This paper provides review about challenges and opportunities to assess and quantify market power in agricultural land markets. Measuring land market power is challenging because the characteristics of this production factor hinder the direct application of familiar concepts from commodity markets. Immobility, fixed availability, and large heterogeneity of land and potential users contradict assumptions of fictitious point market for homogeneous goods. Moreover, the use of concentration indicators for policy assessments is hampered by two problems. First, defining the relevant regional size of the market is challenging and concentration indicators are not robust with regard to market size and number of actors. Second, high concentration of land ownership or land operation may point at potential market power, but it may also be the result of an efficient allocation of land due to structural change in agriculture. The aforementioned challenges are illustrated with a case study for the Federal State of Brandenburg in Germany. Using available data for land sales, a regression analysis reveals a negative relationship between land use concentration and farmland prices. This result can be interpreted as an indication of market power on the buyer side in agricultural land markets. However, it is hardly possible to translate this finding into recommendations for land market regulations because the evaluation of the potential misuse of dominant positions in land markets requires a case-specific analysis. Providing evidence for the exertion of market power in land markets is extremely complex and deserves further attention from researchers and politicians.
The price increases on agricultural land markets over the last decade have triggered a debate about land as an attractive investment opportunity for agricultural and non-agricultural investors. In a static environment, the rent-price ratio provides a first indicator of the profitability of an investment in land. In this paper, we apply the dynamic Gordon growth model to Western Germany and decompose the rent-price ratio into the expected present values of rental growth rates, real interest rates, and a land premium, i.e., the excess return on investment. This analysis reveals that the recent price surge on agricultural land markets was not unprecedented; that the land market rent-price ratio is rather low and varies considerably among federal states; and that (expected) premia for land are mostly negative. Finally, we find that changing expected present values of returns on land investments are the major driver for land price volatility.
PurposeLiquidity is an important aspect of market efficiency. The purpose of this paper is threefold: first, this paper aims to discuss indicators that provide information about liquidity in agricultural land markets. Second, this paper aims to reflect on determinants of market liquidity and analyze the relationship with land prices. Third, this paper aims to conduct an empirical analysis for Germany that illustrates these concepts and allows hypothesis testing.Design/methodology/approachThis study reviews liquidity dimensions and measurement in financial markets and derives indicators applicable to farmland markets. In an empirical analysis, this study exhibits the spatial and temporal variability of land market liquidity in Lower Saxony, a German federal state with the highest agricultural production value. This study uses a rich dataset that includes 72,547 sale transactions of arable land between 1990 and 2018. The research focuses on volume-based (number of transactions, volume and turnover) and time-based (trading frequency and durations) measures. A panel vector autoregression and Granger causality tests are applied to investigate the relation between land turnover and land prices.FindingsThe paper confirms the thinness of farmland markets but also reveals regional and temporal heterogeneity of land market liquidity. This study finds that the relation between market liquidity and prices is ambiguous. This study concludes that a high demand from expanding farms absorbs supply shocks regardless of the current price level in agricultural land markets.Originality/valueEven though the relevance of agricultural land markets’ thinness is widely acknowledged in the literature, this paper is one of the first attempts to measure liquidity in agricultural land markets and to explain its relationship with land prices.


YOUR ASSIGNMENT: Among the lines below, copy each one in which "barrier" appears.

◆ ◆ ◆ ◆ ◆

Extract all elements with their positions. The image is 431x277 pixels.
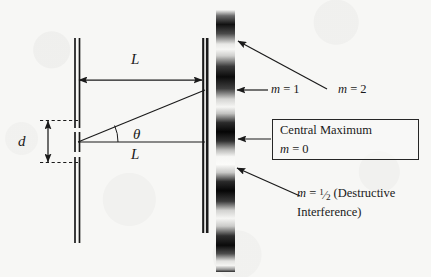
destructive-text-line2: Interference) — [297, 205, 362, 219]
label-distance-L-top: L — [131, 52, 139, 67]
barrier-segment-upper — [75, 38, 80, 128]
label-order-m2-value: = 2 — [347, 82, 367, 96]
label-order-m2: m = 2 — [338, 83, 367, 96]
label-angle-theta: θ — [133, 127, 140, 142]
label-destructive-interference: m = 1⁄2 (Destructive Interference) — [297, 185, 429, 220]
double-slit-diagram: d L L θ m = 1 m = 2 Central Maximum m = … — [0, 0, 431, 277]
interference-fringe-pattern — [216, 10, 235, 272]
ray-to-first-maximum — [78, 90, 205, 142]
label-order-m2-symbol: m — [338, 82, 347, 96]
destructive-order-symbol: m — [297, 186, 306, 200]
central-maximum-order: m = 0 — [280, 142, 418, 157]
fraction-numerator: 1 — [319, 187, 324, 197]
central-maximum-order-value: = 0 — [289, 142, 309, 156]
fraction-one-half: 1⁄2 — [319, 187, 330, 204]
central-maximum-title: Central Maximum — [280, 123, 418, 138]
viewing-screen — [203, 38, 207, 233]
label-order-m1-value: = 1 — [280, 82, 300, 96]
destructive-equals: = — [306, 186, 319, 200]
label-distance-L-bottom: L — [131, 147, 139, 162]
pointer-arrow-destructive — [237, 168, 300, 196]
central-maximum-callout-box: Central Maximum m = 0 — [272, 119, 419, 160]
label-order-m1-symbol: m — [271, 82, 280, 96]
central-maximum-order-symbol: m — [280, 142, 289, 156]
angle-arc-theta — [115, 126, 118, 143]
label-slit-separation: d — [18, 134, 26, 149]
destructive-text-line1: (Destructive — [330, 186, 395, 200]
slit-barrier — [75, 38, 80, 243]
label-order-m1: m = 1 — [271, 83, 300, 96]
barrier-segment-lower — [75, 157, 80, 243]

◆ ◆ ◆ ◆ ◆

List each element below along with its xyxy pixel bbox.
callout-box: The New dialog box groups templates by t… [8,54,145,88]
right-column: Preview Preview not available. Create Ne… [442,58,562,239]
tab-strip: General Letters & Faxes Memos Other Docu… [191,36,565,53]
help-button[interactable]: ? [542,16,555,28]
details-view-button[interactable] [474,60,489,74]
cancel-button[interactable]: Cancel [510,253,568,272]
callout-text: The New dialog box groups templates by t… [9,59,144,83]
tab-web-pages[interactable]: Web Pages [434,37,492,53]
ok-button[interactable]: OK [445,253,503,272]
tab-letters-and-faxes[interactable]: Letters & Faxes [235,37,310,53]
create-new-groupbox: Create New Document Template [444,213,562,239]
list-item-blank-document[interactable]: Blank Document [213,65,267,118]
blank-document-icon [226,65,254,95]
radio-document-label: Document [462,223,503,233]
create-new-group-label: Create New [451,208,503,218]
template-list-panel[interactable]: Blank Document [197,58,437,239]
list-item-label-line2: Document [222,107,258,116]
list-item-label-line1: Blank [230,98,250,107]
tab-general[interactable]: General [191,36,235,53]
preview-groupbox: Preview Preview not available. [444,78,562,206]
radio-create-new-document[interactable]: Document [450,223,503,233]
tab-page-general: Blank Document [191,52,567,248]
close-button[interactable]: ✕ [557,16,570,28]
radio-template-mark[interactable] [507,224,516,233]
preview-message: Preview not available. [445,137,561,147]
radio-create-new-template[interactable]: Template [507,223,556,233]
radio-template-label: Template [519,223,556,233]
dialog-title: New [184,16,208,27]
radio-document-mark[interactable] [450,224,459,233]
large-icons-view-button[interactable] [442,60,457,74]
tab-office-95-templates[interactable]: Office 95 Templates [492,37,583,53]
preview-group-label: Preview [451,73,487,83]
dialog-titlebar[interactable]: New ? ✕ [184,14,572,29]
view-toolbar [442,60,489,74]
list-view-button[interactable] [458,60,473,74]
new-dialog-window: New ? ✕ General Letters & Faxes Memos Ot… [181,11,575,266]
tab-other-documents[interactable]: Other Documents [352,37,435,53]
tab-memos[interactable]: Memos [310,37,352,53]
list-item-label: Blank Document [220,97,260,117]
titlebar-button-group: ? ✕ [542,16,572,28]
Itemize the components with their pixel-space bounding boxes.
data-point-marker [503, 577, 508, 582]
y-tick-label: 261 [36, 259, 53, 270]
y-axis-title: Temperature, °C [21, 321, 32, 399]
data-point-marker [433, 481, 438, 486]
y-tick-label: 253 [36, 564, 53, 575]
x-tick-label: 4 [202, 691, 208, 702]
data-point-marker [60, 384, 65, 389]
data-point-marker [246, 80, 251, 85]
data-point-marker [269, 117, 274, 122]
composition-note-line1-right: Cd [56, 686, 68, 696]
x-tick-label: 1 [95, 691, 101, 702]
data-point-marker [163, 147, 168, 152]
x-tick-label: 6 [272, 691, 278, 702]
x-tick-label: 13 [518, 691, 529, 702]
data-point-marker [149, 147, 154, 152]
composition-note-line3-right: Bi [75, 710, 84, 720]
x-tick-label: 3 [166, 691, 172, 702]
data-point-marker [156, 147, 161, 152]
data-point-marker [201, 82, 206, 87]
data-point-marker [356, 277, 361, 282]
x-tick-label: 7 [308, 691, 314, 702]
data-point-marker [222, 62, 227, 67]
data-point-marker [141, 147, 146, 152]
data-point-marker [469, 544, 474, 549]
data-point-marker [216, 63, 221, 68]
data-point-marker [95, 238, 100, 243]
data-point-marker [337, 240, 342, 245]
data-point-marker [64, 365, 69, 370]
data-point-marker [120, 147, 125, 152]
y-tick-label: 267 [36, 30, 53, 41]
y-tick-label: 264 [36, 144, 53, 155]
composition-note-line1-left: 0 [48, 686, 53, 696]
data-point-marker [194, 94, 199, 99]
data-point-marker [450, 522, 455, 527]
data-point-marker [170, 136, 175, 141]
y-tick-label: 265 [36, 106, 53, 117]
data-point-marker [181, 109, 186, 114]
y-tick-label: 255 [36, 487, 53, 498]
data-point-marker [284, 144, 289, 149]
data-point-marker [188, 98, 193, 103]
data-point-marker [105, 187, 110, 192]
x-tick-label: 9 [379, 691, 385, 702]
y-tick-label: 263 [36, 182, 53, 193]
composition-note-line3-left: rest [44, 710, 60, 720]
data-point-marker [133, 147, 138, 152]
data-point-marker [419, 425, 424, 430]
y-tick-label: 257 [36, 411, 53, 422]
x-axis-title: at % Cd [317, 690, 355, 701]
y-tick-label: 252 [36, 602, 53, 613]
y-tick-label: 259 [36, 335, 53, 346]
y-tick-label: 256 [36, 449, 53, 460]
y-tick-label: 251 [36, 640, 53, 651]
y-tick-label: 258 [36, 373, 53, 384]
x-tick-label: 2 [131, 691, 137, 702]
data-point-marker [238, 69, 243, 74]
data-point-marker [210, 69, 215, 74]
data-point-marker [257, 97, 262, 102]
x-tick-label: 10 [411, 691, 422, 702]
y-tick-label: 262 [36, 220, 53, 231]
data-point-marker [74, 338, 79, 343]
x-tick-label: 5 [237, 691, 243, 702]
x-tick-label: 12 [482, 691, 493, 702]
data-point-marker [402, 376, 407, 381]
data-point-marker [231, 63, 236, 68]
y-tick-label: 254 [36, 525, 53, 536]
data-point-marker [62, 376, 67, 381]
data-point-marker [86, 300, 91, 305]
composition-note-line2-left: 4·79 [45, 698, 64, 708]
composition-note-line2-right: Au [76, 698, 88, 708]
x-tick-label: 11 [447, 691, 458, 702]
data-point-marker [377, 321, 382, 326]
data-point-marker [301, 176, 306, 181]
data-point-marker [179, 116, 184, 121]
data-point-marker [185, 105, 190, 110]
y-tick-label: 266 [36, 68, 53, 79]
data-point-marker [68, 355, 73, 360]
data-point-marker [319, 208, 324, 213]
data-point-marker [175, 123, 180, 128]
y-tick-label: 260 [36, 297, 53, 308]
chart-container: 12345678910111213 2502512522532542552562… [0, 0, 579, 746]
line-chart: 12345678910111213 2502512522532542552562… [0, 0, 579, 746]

◆ ◆ ◆ ◆ ◆

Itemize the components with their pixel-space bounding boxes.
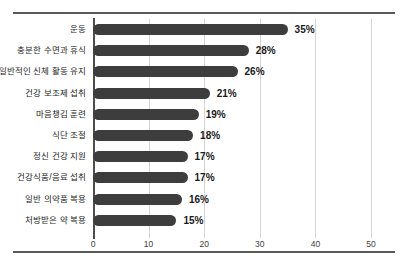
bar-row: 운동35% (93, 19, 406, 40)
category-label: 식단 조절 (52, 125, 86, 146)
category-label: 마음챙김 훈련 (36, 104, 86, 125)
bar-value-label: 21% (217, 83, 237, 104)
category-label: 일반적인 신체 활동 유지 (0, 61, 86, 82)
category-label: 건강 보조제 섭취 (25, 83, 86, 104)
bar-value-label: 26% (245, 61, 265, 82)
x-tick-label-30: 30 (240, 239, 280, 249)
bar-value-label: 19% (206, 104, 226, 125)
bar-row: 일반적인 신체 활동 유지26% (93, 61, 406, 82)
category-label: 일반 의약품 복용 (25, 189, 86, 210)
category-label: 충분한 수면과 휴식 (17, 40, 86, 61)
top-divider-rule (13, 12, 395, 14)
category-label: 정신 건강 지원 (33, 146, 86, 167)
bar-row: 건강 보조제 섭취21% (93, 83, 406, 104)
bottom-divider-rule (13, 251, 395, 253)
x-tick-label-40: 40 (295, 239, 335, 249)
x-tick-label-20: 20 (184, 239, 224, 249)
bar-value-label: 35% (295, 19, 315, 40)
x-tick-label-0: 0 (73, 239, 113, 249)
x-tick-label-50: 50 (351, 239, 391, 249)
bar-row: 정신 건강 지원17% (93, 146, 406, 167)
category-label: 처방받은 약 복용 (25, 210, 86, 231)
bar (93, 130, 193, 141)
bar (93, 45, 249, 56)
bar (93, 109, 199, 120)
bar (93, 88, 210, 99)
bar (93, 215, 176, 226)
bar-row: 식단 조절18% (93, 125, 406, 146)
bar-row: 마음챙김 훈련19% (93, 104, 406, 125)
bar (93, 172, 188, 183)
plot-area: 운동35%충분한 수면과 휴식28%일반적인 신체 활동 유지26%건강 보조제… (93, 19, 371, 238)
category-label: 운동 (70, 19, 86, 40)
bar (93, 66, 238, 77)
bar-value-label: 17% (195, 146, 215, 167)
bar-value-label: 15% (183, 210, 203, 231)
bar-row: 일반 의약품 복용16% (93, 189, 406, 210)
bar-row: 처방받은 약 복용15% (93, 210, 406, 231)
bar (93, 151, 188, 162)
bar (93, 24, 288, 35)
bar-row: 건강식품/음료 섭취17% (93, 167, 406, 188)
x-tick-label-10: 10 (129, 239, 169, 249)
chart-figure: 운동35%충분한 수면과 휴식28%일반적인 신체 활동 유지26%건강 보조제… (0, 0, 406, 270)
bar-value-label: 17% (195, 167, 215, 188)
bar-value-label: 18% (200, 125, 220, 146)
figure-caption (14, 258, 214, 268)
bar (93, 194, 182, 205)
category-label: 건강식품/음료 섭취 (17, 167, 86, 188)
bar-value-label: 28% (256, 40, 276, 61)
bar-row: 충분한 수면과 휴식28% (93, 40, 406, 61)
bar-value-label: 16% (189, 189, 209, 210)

◆ ◆ ◆ ◆ ◆

REPLY:
barrier-segment-upper — [75, 38, 80, 128]
slit-barrier — [75, 38, 80, 243]
barrier-segment-lower — [75, 157, 80, 243]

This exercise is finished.